05.09.06
Yes, Pellicano REALLY Threatened John Connolly
Let’s settle a bone of contention immediately among the many eagerly watching the Anthony Pellicano fest, whether Vanity Fair editor John Connolly was actually ever physically threatened by Anthony Pellicano.
The answer is a definite and profound “Yes.” The exact circumstances could not be elaborated before now, however, until a particular filing from the U.S. Attorney’s offices occurred with the court on May 8, 2006. The threat to Connolly came in the form of a letter from Tony to Sandra Carradine, Pellicano’s ex-girlfriend turned FBI informant. Pellicano must have really had a knot in his stomach that day, from being stuck in the “Big House”, because he also demanded that another prisoner down in Orange County whack Alexander Proctor, his unfortunate lackey who had planted that fateful dead fish and rose on reporter Anita Busch’s windshield one summer night.
On page thirteen of the government’s response to Pellicano’s First Motion for Discovery from March 20, 2006, the U.S. Attorneys succinctly describe the violent nature of the Pelican’s threats against people who irritated him as they also legally dismantle the defense’s allegation that the government acted improperly in obtaining information from Pellicano’s then-girlfriend, Sandra Carradine.

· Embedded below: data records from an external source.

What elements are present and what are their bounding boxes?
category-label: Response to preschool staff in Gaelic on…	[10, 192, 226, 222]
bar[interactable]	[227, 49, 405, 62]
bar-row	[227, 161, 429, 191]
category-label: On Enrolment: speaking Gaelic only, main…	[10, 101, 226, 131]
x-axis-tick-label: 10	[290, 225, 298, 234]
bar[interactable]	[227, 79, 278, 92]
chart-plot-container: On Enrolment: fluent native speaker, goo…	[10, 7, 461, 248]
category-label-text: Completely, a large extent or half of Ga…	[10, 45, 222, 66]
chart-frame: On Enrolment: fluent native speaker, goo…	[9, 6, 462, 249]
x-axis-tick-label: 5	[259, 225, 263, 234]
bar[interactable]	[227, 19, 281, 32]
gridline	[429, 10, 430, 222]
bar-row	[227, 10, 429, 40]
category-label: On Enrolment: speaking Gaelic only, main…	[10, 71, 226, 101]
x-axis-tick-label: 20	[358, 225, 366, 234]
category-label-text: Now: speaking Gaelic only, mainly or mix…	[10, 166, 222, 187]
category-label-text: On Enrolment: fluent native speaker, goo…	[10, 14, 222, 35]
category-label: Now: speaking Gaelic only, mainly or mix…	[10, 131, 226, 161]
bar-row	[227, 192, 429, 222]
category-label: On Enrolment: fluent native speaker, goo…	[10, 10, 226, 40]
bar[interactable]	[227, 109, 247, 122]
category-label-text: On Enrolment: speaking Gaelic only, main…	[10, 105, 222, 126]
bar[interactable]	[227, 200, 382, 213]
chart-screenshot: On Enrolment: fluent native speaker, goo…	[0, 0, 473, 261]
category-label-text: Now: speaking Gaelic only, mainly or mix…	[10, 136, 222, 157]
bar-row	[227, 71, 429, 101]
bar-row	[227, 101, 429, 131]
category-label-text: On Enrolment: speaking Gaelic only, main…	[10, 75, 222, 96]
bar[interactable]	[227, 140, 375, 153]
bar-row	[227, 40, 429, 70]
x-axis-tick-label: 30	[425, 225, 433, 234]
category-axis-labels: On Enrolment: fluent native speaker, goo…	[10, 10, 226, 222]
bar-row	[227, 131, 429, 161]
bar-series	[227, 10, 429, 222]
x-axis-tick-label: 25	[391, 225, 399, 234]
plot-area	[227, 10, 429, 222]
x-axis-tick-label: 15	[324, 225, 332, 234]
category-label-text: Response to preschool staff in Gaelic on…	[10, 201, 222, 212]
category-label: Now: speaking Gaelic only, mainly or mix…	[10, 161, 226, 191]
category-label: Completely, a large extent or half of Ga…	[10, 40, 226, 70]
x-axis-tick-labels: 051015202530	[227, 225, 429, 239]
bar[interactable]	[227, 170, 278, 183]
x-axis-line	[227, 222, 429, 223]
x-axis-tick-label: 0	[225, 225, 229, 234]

“When the defendant communicated information to Ms. Carradine (including death threats against several individuals), he took the risk that she would communicate that information to the government. Defendant’s communications with Ms. Carradine were not protected by any privilege, and his subjective expectations of privacy in those comunications are wholly irrelevant to their unprotected status. There is simply no “girlfriend privilege” recognized under the law.”
On page seventeen of this same document it goes on to detail Pellicano’s attempt to whack Proctor:
“As defendant’s counsel has been informed, the government has obtained corroborated information that defendant recently conspired with known organized crime connections in Chicago to place a “hit” on Alex Proctor inside a federal prison in order to prevent Proctor from testifying against him”
That does say “death threats against several individuals” people as well as “conspired with known organized crime connections in Chicago to place a “hit”” on another human being. Maybe the government was getting all hot and bothered over nothing more than old Tony’s cuddly thug personae? Weren’t Pellicano and his elite celebrity clients only engaged in soft, white collarish stuff, like wiretapping and acrimonious divorce cases? They surely couldn’t have been involved in things as sordid as murder, right?
Well….wrong. Somebody way before the federal government in 2002 should have noticed Pellicano’s criminal activities, since it was basically commonly recited folklore in Tinseltown for at least the past decade. Pellicano’s high-tech wiretapping and his intitmidation of the rich, supremely spoiled ex-wives who wanted millions of undeserved dollars in divorce settlements are only the fluffy white frosting on this particularly rotten cake and just plain fun to read about as well as darn easier to prosecute, particularly with a running statute of limitations. There is an unpleasant and nasty side to this Pellicano mess that doesn’t exactly make Tony and his friends real lovable guys for the eventual T.V. movie we’ll all begrudgingly be watching one day.
Pellicano may have lived in his own private celluloid Mafia fantasy, but he forcefully imposed his distorted version of reality on those he disliked, and there were many of them. If a person disturbed Tony’s imperious sense of omnipotence in any way, shape or form, he would do his best to see that that poor individual eventually met with an untimely injury, be that through a variety of any of his favorite methods from character assassination to car accidents. As for the annoyance John Connolly was proving to be for him, it seems that Pellicano was going to resort to one of his more physically violent “special” techniques to try to rid himself of that particular nuisance.